Map of life expectancy at birth from Global Education Project.

Thursday, August 30, 2012

It can't happen here


Who wrote this?

[I]n the big lie there is always a certain force of credibility; because the broad masses of a nation are always more easily corrupted in the deeper strata of their emotional nature than consciously or voluntarily; and thus in the primitive simplicity of their minds they more readily fall victims to the big lie than the small lie, since they themselves often tell small lies in little matters but would be ashamed to resort to large-scale falsehoods. It would never come into their heads to fabricate colossal untruths, and they would not believe that others could have the impudence to distort the truth so infamously. Even though the facts which prove this to be so may be brought clearly to their minds, they will still doubt and waver and will continue to think that there may be some other explanation. For the grossly impudent lie always leaves traces behind it, even after it has been nailed down, a fact which is known to all expert liars in this world and to all who conspire together in the art of lying.

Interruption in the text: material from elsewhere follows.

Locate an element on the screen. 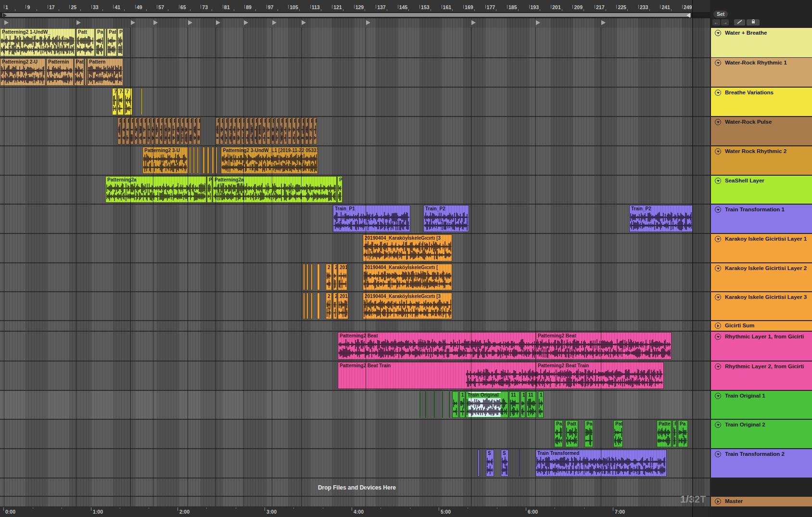  track-header-water-rock-rhythmic-1: Water-Rock Rhythmic 1 is located at coordinates (761, 72).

I proffer this for your attention because of this.

3 comments:

Daniel said...

Interesting though, the context of the statement was his adversaries (Jews and Marxists) used the big lie while he spoke the truth which in his delusion was the core of his struggle.

Cervantes said...

Yes, that's very Rovian is it not? Newt Gingrich recently said something to the effect that "Democrats lie more effectively than we tell the truth."

Goebbels is often credited with the "Big Lie" concept, but in fact when he said it he was talking about what the English were saying about the Nazis.

Anonymous said...

The lies - blatant untruths - of Romney + Ryan are something to behold, unprecedented imho (post ww2 for what I know about..) What is weird as well is audience reaction (on the few you tubies I have watched), it has a scripted quality, automatic quality. There is a sort of mindless fervor. Cult like.

The post about the pope’s blood *yecch* did make me think though that a world where the mystical, the supernatural, the other-worldly, some view of luck and fate (from good luck charms to astrology to adherence to monotheistic religions) are mostly divorced from real-world matters (such as tides, bacteria, cancer, transport, unemployment stats, tax intake in a year, etc.) is really slipping away in the US.

Traditionally, in the US, as seen from the EU, there is some *interference* of religious attitudes into ‘health’ (abortion, stem cell research, vaccines..) and other areas as well, but it is influence that can be tracked, and of course exists in different forms in other places as well, even if say it is called ‘bio-ethics’ or ‘common sense’, relying on pragmatic arguments. Typical ex: GB’s ban on assisted suicide, CH’s rules on egg harvesting, etc.

But for national, public space politics to fall into such total disregard for simple, known, consensual facts?

Note the Ryan-Romney discourse is not just rah-rah nationalism or in-group-ism, nor are appeals to the supernatural present, as is historically common for many politicians world over. It is the presentation of an alternate reality solidly rooted in the secular world. (Another point is that WAR is absent, too.)

By the skillful and sustained use of propaganda, one can make a people see even heaven as hell or an extremely wretched life as paradise. - Hitler.